Celebrate your achievements

With the year coming to a close, it feels natural to reflect on the last 12 months. Jack and I travelled to 10 countries within 3 continents including Australia, Asia and North America. We moved around by plane, train, taxi, bus, scooter, motorbike, and finally a 20-year-old van with a mattress in the back. We wined and dined in New Zealand, snorkelled the Great Barrier Reef in Australia, roamed through rice fields in Indonesia, explored ancient civilisations in Sri Lanka, and shared footsteps of kings in palaces of India. We trekked across the Himalayan Mountains in Nepal, ate Pho with the locals in Vietnam, practiced 10 days of silence in Thailand, and drove a van across the United States.  We’ve been exposed to several different languages, religions, customs and cultures. We’ve eaten an abundance of exotic foods, tried some of the world’s best tea, and witnessed plenty of wild life in their natural habitat. Not bad for 12 months!

Ambiguous success

While being on the road doesn’t bring me any closer to getting a promotion, mortgage, Ph.D. or a settled and secure lifestyle, it still feels like an important achievement. When you’re travelling from place to place, coming across like-minded people who share the same values, prioritising experiences over security, doubt is the last thing that comes to mind. It feels right, it feels good and I couldn’t imagine doing anything else. Yet, there are days when I feel pressure to live up to societal expectations of what’s traditionally considered “successful.” There are days when I try to imagine myself staying in one place, settling in an office job, having kids, and giving up my nomadic lifestyle to build a foundation of security with Jack. Coming back to Western countries like Canada and Australia is a constant reminder that we’re living quite the unconventional lifestyle for our age. We see our friends moving into new roles at work, couples getting married, having children, and putting down mortgage payments. Yet, everything we own is small enough to fit inside a couple of backpacks. For a second, I question if I’m doing the right thing? Maybe I am lost? Maybe I’m confused about what I want in life? Is that why I keep moving around, looking for a solution? Perhaps I’m on a hollow journey leading nowhere fast? But then I think to myself, perhaps not. Perhaps it’s quite the opposite?
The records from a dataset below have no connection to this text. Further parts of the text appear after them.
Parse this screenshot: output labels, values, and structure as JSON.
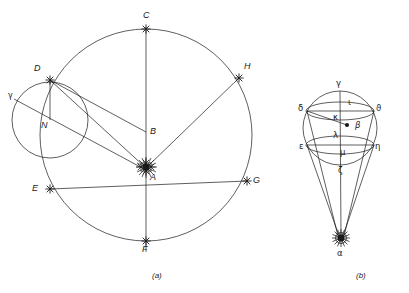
{
  "figure": {
    "captions": [
      {
        "key": "a",
        "text": "(a)",
        "x": 152,
        "y": 273
      },
      {
        "key": "b",
        "text": "(b)",
        "x": 356,
        "y": 273
      }
    ]
  },
  "panel_a": {
    "name": "Eccentric circle with Sun at A",
    "big_circle": {
      "cx": 146,
      "cy": 135,
      "r": 106
    },
    "small_circle": {
      "cx": 50,
      "cy": 120,
      "r": 38
    },
    "sun": {
      "label": "A",
      "x": 146,
      "y": 168,
      "symbol": "sun-starburst"
    },
    "points": [
      {
        "label": "C",
        "x": 146,
        "y": 29,
        "lx": 143,
        "ly": 11,
        "marker": "star"
      },
      {
        "label": "H",
        "x": 239,
        "y": 78,
        "lx": 244,
        "ly": 64,
        "marker": "star"
      },
      {
        "label": "G",
        "x": 247,
        "y": 181,
        "lx": 252,
        "ly": 176,
        "marker": "star"
      },
      {
        "label": "F",
        "x": 146,
        "y": 241,
        "lx": 142,
        "ly": 247,
        "marker": "star"
      },
      {
        "label": "E",
        "x": 50,
        "y": 189,
        "lx": 36,
        "ly": 184,
        "marker": "star"
      },
      {
        "label": "D",
        "x": 50,
        "y": 80,
        "lx": 36,
        "ly": 66,
        "marker": "star"
      },
      {
        "label": "B",
        "x": 146,
        "y": 132,
        "lx": 151,
        "ly": 128,
        "marker": "tick"
      },
      {
        "label": "N",
        "x": 50,
        "y": 120,
        "lx": 42,
        "ly": 122,
        "marker": "none"
      }
    ],
    "greek_label": {
      "text": "γ",
      "x": 10,
      "y": 94
    }
  },
  "panel_b": {
    "name": "Celestial sphere cone converging on Sun at alpha",
    "sphere": {
      "cx": 340,
      "cy": 128,
      "r": 37
    },
    "sun": {
      "label": "α",
      "x": 341,
      "y": 239,
      "symbol": "sun-starburst"
    },
    "center_dot": {
      "x": 347,
      "y": 125
    },
    "labels": [
      {
        "text": "γ",
        "x": 337,
        "y": 84
      },
      {
        "text": "ι",
        "x": 348,
        "y": 103
      },
      {
        "text": "δ",
        "x": 300,
        "y": 109
      },
      {
        "text": "ϑ",
        "x": 374,
        "y": 108
      },
      {
        "text": "κ",
        "x": 334,
        "y": 118
      },
      {
        "text": "β",
        "x": 355,
        "y": 127
      },
      {
        "text": "λ",
        "x": 334,
        "y": 137
      },
      {
        "text": "ε",
        "x": 302,
        "y": 148
      },
      {
        "text": "μ",
        "x": 341,
        "y": 153
      },
      {
        "text": "η",
        "x": 373,
        "y": 148
      },
      {
        "text": "ζ",
        "x": 339,
        "y": 172
      }
    ]
  },
  "style": {
    "stroke": "#1a1a1a",
    "background": "#ffffff",
    "line_width": 0.7
  }
}
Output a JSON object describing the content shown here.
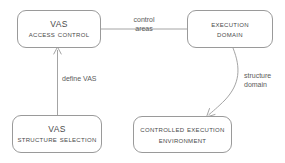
{
  "diagram": {
    "background_color": "#ffffff",
    "stroke_color": "#9a9a9a",
    "text_color": "#4a4a4a",
    "label_color": "#5a5a5a",
    "nodes": [
      {
        "id": "vas-access-control",
        "line1": "VAS",
        "line2": "Access Control",
        "x": 17,
        "y": 10,
        "width": 84,
        "height": 38
      },
      {
        "id": "execution-domain",
        "line1": "Execution",
        "line2": "Domain",
        "x": 187,
        "y": 10,
        "width": 86,
        "height": 38
      },
      {
        "id": "vas-structure-selection",
        "line1": "VAS",
        "line2": "Structure Selection",
        "x": 12,
        "y": 115,
        "width": 90,
        "height": 38
      },
      {
        "id": "controlled-execution-environment",
        "line1": "Controlled Execution",
        "line2": "Environment",
        "x": 133,
        "y": 116,
        "width": 99,
        "height": 37
      }
    ],
    "edges": [
      {
        "id": "control-areas",
        "from": "vas-access-control",
        "to": "execution-domain",
        "label_line1": "control",
        "label_line2": "areas",
        "arrow": false
      },
      {
        "id": "define-vas",
        "from": "vas-structure-selection",
        "to": "vas-access-control",
        "label_line1": "define VAS",
        "label_line2": "",
        "arrow": true
      },
      {
        "id": "structure-domain",
        "from": "execution-domain",
        "to": "controlled-execution-environment",
        "label_line1": "structure",
        "label_line2": "domain",
        "arrow": true
      }
    ]
  }
}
While I know and respect that everyone has different priorities, for me, if I stopped now, I feel like I could predict the next 5 years of my life. Given my curious nature and longing for adventure, that just doesn’t sit well with me, at least not right now. I meet fellow travellers with a similar internal debate, searching for a concrete answer to justify their nomadic behaviour. The truth is, we don’t need an answer. We just need to find our own bliss, and then live it. In the words a legendary professor and writer Joseph Campbell, “The privilege of a lifetime in being who you are.” If we aren’t that, who else are we supposed to be?

Risk & Reward

While regret is seemingly common among humans, I often consider it to be a useless emotion. We make our choices and it’s up to us what we do with them. Being confident in those choices is part of it. I frequently have people ask me if I ever get concerned, or worried about the outcome of my future? Sure, it’s risky taking this much time off work to travel. In the world as we know it, we need money to survive and our bank account isn’t infinite. There’s certainly a chance that we could be struggling and broke at the end of it all. However, there’s also the other possibility, the one we are less likely to consider. We’re going to be just fine, absolutely and positively fine. Jack and I are capable and ambitious, with our own dreams and thoughtful goals. We choose to look at life as an adventure, a bloody brilliant one too! So, I welcome 2017 with an open mind, blank slate, and an understanding that the pressure we put on ourselves isn’t worthy of our time, or energy. Be yourself my friends! No explanation required.

Thanks for reading and Happy New Year!